Yusef Shakur did it.
His daddy, Ahjamu Baruti, did it too.
Tookie William’s did it with Blue Rage, Black Redemption: A Memoir, and Mumia Abu-Jamal’s Live From Death Row put us right at the frontlines of penal life. So it is no wonder to get another former ghetto misfit, funky roustabout, fractured miscreant, bad-boy ex-felon to change his ways, grab a pen, get pad and join the latest literary trend of what I call “post-penal literature”.
Behind the glossed out façade of Shaka Senghor’s latest book, Crack: Volume I, there is actually a point and method to the madness. Detective Devon Jensen returns to the smoked out wastelands of Detroit’s post post-industrial mess of crime, dope, bitches and bud. He is immediately beset with the matter of a slain ex-homie, possibly a drug-related killing. Essentially, Jensen must solve the murder, or get gaffled up in a whirlwind of slick detective mumbo jumbo, hood dynamics, and murder-mystery mayhem. That’s about the jist of this story.
Senghor is no Baldwin, but his writing is decent, and his ability to transfer drama into a cogent tapestry of narrative deluxe is certainly proven is this story. I especially appreciated the back-n-forth sequences, yet, not much of it is done with any real sense of creativity, verve, or originality (i.e. “we’ve seen this somewhere before”). I would go so far as to say that some of what Senghor attempted to do (via creative writing) should be left to the literary artists. But, that doesn’t mean that Crack is whack. Nope, I actually got the point of its message, and I liked the description, and Senghor’s authentic portrayal of what he obviously knows much of. Lousy editing kills any promise of any story, so on that note I would recommend a good editor with his next book (I’m not talking bout myself), and a little more creative thrust. Otherwise, Senghor certainly joins the list of other authors who left thug life for lit life, and I think he may be here to stay.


* [Problem to solve] Show every line of the material that follows in which the word "placement" occurs.

* [Record extracts]
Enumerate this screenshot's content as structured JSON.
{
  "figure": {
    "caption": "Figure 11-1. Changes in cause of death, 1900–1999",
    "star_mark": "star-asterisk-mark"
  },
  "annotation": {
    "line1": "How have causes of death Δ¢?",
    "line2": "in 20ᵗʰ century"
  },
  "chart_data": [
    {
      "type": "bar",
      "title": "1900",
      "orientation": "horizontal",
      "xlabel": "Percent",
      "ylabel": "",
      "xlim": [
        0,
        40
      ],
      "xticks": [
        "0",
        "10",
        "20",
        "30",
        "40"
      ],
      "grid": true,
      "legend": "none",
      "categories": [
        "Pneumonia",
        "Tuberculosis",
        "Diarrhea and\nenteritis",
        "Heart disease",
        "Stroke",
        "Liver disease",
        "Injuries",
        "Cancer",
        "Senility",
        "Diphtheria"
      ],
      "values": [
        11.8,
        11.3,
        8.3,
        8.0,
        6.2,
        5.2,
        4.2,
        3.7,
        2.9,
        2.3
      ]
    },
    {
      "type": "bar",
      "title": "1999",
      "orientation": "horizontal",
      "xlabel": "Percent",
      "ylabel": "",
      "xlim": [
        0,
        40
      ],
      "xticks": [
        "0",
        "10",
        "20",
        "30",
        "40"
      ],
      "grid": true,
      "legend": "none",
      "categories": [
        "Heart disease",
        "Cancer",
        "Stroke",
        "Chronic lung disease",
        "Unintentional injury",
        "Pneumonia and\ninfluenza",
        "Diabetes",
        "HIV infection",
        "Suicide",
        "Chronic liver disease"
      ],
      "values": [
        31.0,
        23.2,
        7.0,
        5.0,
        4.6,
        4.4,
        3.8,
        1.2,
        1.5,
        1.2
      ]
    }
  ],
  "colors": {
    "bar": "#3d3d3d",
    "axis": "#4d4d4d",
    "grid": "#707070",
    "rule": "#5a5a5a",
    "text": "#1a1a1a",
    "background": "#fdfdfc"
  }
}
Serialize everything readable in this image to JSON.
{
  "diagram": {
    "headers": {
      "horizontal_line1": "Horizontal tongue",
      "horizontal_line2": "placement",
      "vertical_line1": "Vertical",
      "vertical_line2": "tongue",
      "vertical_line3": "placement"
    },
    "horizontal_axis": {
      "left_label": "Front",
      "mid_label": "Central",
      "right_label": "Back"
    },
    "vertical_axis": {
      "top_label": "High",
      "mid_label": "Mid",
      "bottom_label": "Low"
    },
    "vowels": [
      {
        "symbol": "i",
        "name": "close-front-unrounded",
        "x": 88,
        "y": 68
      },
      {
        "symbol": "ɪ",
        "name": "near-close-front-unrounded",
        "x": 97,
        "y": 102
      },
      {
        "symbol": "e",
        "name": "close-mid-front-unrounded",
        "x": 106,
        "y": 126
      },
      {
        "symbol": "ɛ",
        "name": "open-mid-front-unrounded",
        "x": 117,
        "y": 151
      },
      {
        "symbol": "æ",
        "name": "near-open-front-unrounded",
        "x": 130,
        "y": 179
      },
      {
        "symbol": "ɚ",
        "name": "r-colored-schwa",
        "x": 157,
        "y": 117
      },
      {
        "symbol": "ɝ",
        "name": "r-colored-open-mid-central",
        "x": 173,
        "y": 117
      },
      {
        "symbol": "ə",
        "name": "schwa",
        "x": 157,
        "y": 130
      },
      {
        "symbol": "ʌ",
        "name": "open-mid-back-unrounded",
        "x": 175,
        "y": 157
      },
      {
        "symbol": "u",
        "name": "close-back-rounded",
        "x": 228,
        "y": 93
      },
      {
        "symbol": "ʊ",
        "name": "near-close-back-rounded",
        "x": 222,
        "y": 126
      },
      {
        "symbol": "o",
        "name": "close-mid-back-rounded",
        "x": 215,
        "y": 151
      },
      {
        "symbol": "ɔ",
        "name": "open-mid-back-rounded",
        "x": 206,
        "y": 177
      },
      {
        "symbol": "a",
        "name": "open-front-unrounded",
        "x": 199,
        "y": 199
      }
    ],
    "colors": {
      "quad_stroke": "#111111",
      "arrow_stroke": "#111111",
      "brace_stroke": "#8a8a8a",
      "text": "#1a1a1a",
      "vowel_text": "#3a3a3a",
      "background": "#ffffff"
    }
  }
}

* [Result]
      "horizontal_line2": "placement",
      "vertical_line3": "placement"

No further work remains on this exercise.